16,000 square feet of cultivation on 100 acres, plus road infrastructure.
We are somewhat strange bedfellows — the Environmental Protection Information Center (EPIC) is a non-profit group based in Arcata devoted to the defense of the North Coast’s forests; the Humboldt Redwood Company is a forestry company devoted to managing its large blocks of forestlands to provide for long‐term ecological, social, and economic vitality. Although we don’t always see eye-to-eye, we do agree on this: the marijuana “regulation” being forwarded by California Cannabis Voice Humboldt (CCVH) is bad for our forests. And what’s bad for forests is bad for Humboldt County.
Forests are important to California. Not only do they provide us humans with jobs, wood products, and recreation, they also provide important habitat for California’s rare and native species, like the Humboldt marten and the northern spotted owl; fight climate change by sequestering carbon; and help to supply clean, cool water. But our forests are at risk. Increased forest fragmentation — the breaking of large intact tracts of forests into smaller clumps — is driven by the desire to make way for new residences or commercial ventures by clearing forest land. And fragmentation poses a serious threat to the values our forests provide.
To promote the conservation of California’s forested landscape, in 1976 the state ordered counties to identify forestlands where timber management is the “highest and best use of the land” and categorize them as Timber Production Zones or TPZ. By law, use of TPZ land is restricted to timber harvesting and other “compatible uses” — those activities, as defined county-by-county, that do not “detract from the use of the property for, or inhibit, growing and harvesting timber.” In exchange for limiting the uses of TPZ land, and knowing that sustainable timber management is not a “get rich quick” scheme, the state offers TPZ landowners significant breaks on property taxes. As a whole, the TPZ system has worked: forest conversion slowed dramatically and responsible landowners could expect a profit from forest management.
While purportedly a marijuana regulation, the CCVH initiative would do more than regulate pot — it would further open our forests to development. Under the initiative, commercial marijuana cultivation would become a “compatible use” with forestlands in Humboldt County. This little change in the law could have drastic consequences. By opening TPZ land to commercial marijuana cultivation, those growing marijuana — California’s most lucrative crop — on TPZ land would receive a tax break. In turn, because of this preferential tax treatment for those growing marijuana on TPZ as opposed to other types of land, the price of timberland would jump as more growers flock deeper into the TPZ land in the hills. Therein lies the problem.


• _WHAT NEEDS TO BE DONE_: What you give back must match the data exactly, minus the pictures.

** PROVIDED ENTRIES follows **

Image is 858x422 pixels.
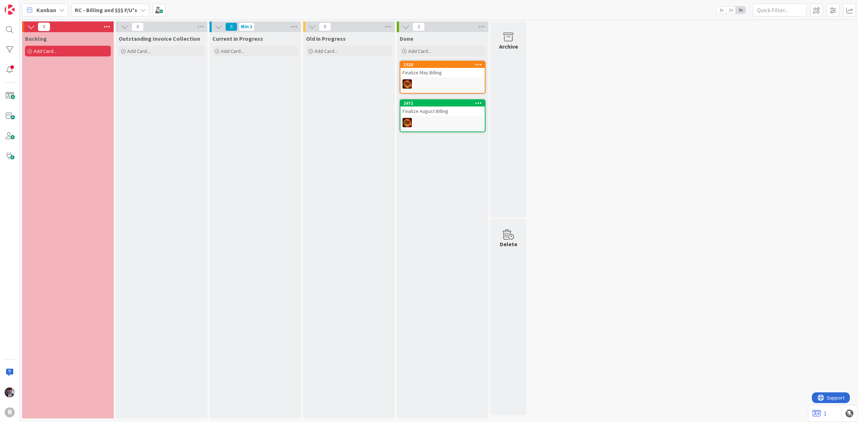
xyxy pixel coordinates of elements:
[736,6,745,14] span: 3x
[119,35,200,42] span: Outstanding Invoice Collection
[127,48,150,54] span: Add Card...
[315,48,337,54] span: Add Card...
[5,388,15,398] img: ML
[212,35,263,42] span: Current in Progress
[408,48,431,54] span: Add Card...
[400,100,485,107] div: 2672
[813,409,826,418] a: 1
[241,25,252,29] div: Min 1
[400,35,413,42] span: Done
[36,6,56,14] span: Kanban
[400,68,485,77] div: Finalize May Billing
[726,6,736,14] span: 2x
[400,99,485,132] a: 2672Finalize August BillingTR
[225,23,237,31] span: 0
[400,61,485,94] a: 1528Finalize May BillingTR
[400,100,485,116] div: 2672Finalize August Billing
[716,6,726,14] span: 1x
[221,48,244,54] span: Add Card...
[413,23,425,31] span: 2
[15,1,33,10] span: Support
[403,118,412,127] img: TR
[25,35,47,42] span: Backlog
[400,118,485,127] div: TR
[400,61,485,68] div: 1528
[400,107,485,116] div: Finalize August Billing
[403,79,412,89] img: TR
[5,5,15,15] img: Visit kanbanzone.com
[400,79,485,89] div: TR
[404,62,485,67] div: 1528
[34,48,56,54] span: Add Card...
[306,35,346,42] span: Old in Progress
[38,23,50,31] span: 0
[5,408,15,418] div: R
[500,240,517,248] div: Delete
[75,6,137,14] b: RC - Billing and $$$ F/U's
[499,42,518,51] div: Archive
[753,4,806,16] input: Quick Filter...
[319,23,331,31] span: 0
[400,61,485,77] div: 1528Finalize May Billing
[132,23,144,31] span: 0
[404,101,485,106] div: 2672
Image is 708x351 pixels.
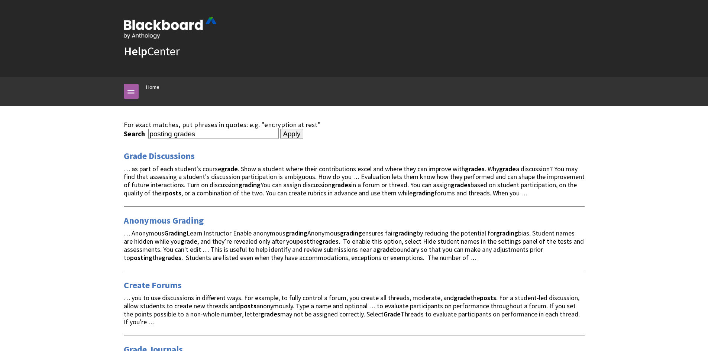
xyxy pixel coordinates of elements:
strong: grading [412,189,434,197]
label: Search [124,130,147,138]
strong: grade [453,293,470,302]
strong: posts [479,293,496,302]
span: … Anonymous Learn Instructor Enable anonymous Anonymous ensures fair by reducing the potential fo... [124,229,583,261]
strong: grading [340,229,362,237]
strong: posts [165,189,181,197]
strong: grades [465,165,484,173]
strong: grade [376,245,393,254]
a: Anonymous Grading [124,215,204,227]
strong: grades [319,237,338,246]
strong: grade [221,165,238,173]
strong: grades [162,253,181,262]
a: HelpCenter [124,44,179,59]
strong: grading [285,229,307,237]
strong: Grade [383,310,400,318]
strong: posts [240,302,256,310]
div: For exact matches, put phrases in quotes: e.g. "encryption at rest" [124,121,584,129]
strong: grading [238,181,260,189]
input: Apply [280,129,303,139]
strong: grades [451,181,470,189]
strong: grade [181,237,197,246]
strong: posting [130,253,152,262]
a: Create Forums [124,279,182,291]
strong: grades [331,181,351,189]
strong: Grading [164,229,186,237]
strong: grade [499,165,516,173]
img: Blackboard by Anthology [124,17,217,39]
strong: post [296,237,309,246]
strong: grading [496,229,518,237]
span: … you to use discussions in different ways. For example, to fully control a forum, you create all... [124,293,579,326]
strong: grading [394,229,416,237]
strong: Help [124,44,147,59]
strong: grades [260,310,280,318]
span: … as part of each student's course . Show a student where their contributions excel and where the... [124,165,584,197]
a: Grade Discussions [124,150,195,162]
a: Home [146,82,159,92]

** End of PROVIDED ENTRIES **

• _EXPECTED ANSWER_:
Image is 858x422 pixels.
xyxy pixel coordinates of elements:
[736,6,745,14] span: 3x
[119,35,200,42] span: Outstanding Invoice Collection
[127,48,150,54] span: Add Card...
[315,48,337,54] span: Add Card...
[5,388,15,398] img: ML
[212,35,263,42] span: Current in Progress
[408,48,431,54] span: Add Card...
[400,100,485,107] div: 2672
[813,409,826,418] a: 1
[241,25,252,29] div: Min 1
[400,35,413,42] span: Done
[36,6,56,14] span: Kanban
[400,68,485,77] div: Finalize May Billing
[726,6,736,14] span: 2x
[400,99,485,132] a: 2672Finalize August BillingTR
[225,23,237,31] span: 0
[400,61,485,94] a: 1528Finalize May BillingTR
[400,100,485,116] div: 2672Finalize August Billing
[716,6,726,14] span: 1x
[221,48,244,54] span: Add Card...
[413,23,425,31] span: 2
[15,1,33,10] span: Support
[403,118,412,127] img: TR
[25,35,47,42] span: Backlog
[400,118,485,127] div: TR
[400,61,485,68] div: 1528
[400,107,485,116] div: Finalize August Billing
[403,79,412,89] img: TR
[5,5,15,15] img: Visit kanbanzone.com
[400,79,485,89] div: TR
[404,62,485,67] div: 1528
[34,48,56,54] span: Add Card...
[306,35,346,42] span: Old in Progress
[38,23,50,31] span: 0
[5,408,15,418] div: R
[500,240,517,248] div: Delete
[75,6,137,14] b: RC - Billing and $$$ F/U's
[499,42,518,51] div: Archive
[753,4,806,16] input: Quick Filter...
[319,23,331,31] span: 0
[400,61,485,77] div: 1528Finalize May Billing
[132,23,144,31] span: 0
[404,101,485,106] div: 2672
Image is 708x351 pixels.
xyxy pixel coordinates of elements:
strong: grading [412,189,434,197]
label: Search [124,130,147,138]
strong: grade [453,293,470,302]
strong: posts [479,293,496,302]
span: … Anonymous Learn Instructor Enable anonymous Anonymous ensures fair by reducing the potential fo... [124,229,583,261]
strong: grading [340,229,362,237]
strong: posts [165,189,181,197]
strong: grades [465,165,484,173]
strong: grade [376,245,393,254]
a: Anonymous Grading [124,215,204,227]
strong: grades [319,237,338,246]
strong: grade [221,165,238,173]
strong: grades [162,253,181,262]
a: HelpCenter [124,44,179,59]
strong: grading [285,229,307,237]
strong: Grade [383,310,400,318]
strong: posts [240,302,256,310]
div: For exact matches, put phrases in quotes: e.g. "encryption at rest" [124,121,584,129]
strong: grading [238,181,260,189]
input: Apply [280,129,303,139]
strong: grades [451,181,470,189]
strong: grade [181,237,197,246]
strong: posting [130,253,152,262]
a: Create Forums [124,279,182,291]
strong: grades [331,181,351,189]
strong: Grading [164,229,186,237]
strong: grade [499,165,516,173]
img: Blackboard by Anthology [124,17,217,39]
strong: post [296,237,309,246]
strong: grading [496,229,518,237]
span: … you to use discussions in different ways. For example, to fully control a forum, you create all... [124,293,579,326]
strong: grading [394,229,416,237]
strong: Help [124,44,147,59]
strong: grades [260,310,280,318]
span: … as part of each student's course . Show a student where their contributions excel and where the... [124,165,584,197]
a: Grade Discussions [124,150,195,162]
a: Home [146,82,159,92]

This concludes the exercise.